Sunday, May 07, 2006

Convoluted Academic Language

This one - which could be understood as a piece of self-criticism - is for Cliff, who appears to be taking a break from blogging to find his voice.

The author of this piece about convoluted academic language in the Guardian engages in a delicious piece of auto-criticism by reprinting one choice sentence of his own:

"Using large, computer-based corpora linked to databases of socio-geographical information about speakers does, however, give us access to a bird's-eye view of what present-day spoken usage is, and we must surely accept as 'good' spoken English that which is widely attested across speakers of different ages, genders, social and geographical backgrounds, that is to say, our common coinage, the plain, everyday talk of the plain people of the speech community, and not just that of its super-skilful members who command the airwaves and the public platforms."

He freely admits that this sentence, which provoked outrage from the intended rather generalist reading audience, is "simply too long; it could have been said in half the words, or in two or three separate sentences." It also contains some pieces of jargon like "corpora" and "socio-geographical".

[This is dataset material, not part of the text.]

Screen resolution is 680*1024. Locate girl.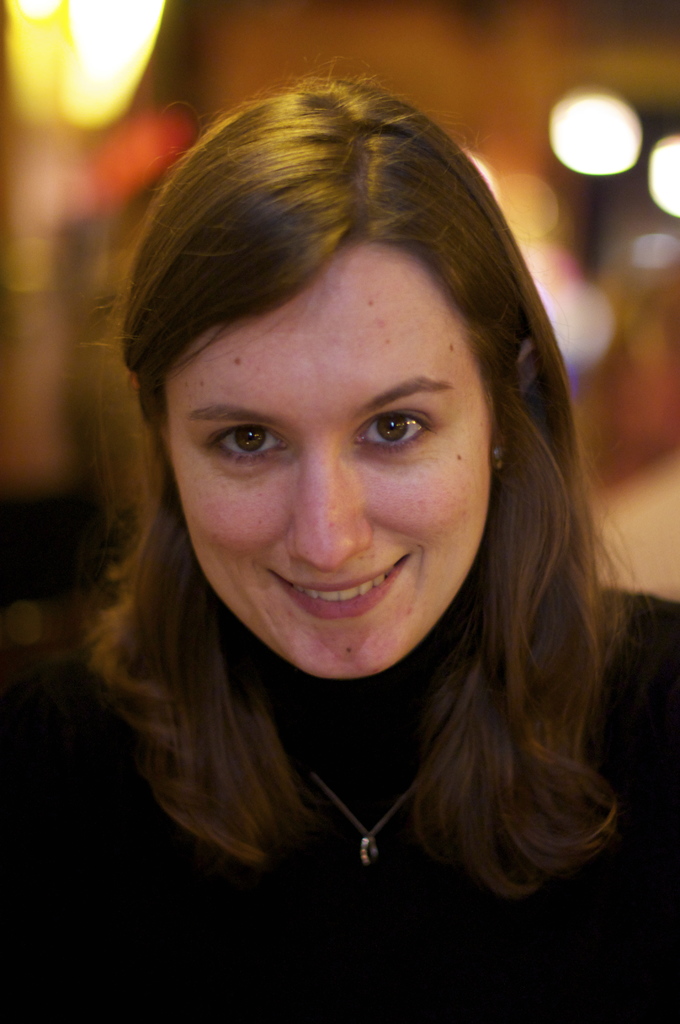
(1, 72, 679, 1023).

As he said - and I take this as a message to me, an academic, writing on a blog and reacting in a prickly way sometimes to suggestions that I don't make my message clear or that I "overintellectualise", everyone needs to remember their audience:

"Texts are for readers, not for their writers, and we should respect our readers by choosing our grammar appropriately, so that it helps, not hinders, the processing of the specialist vocabulary and concepts."

I'll try. I really will.

1 Comments:

Blogger BondWoman said...

YOu shouldn't be so self-deprecating. Everything has its place and so does the sharpener. maybe even jade goodey does. I don't think numptie knows who she is, by the way, despite his professed knowledge of popular culture.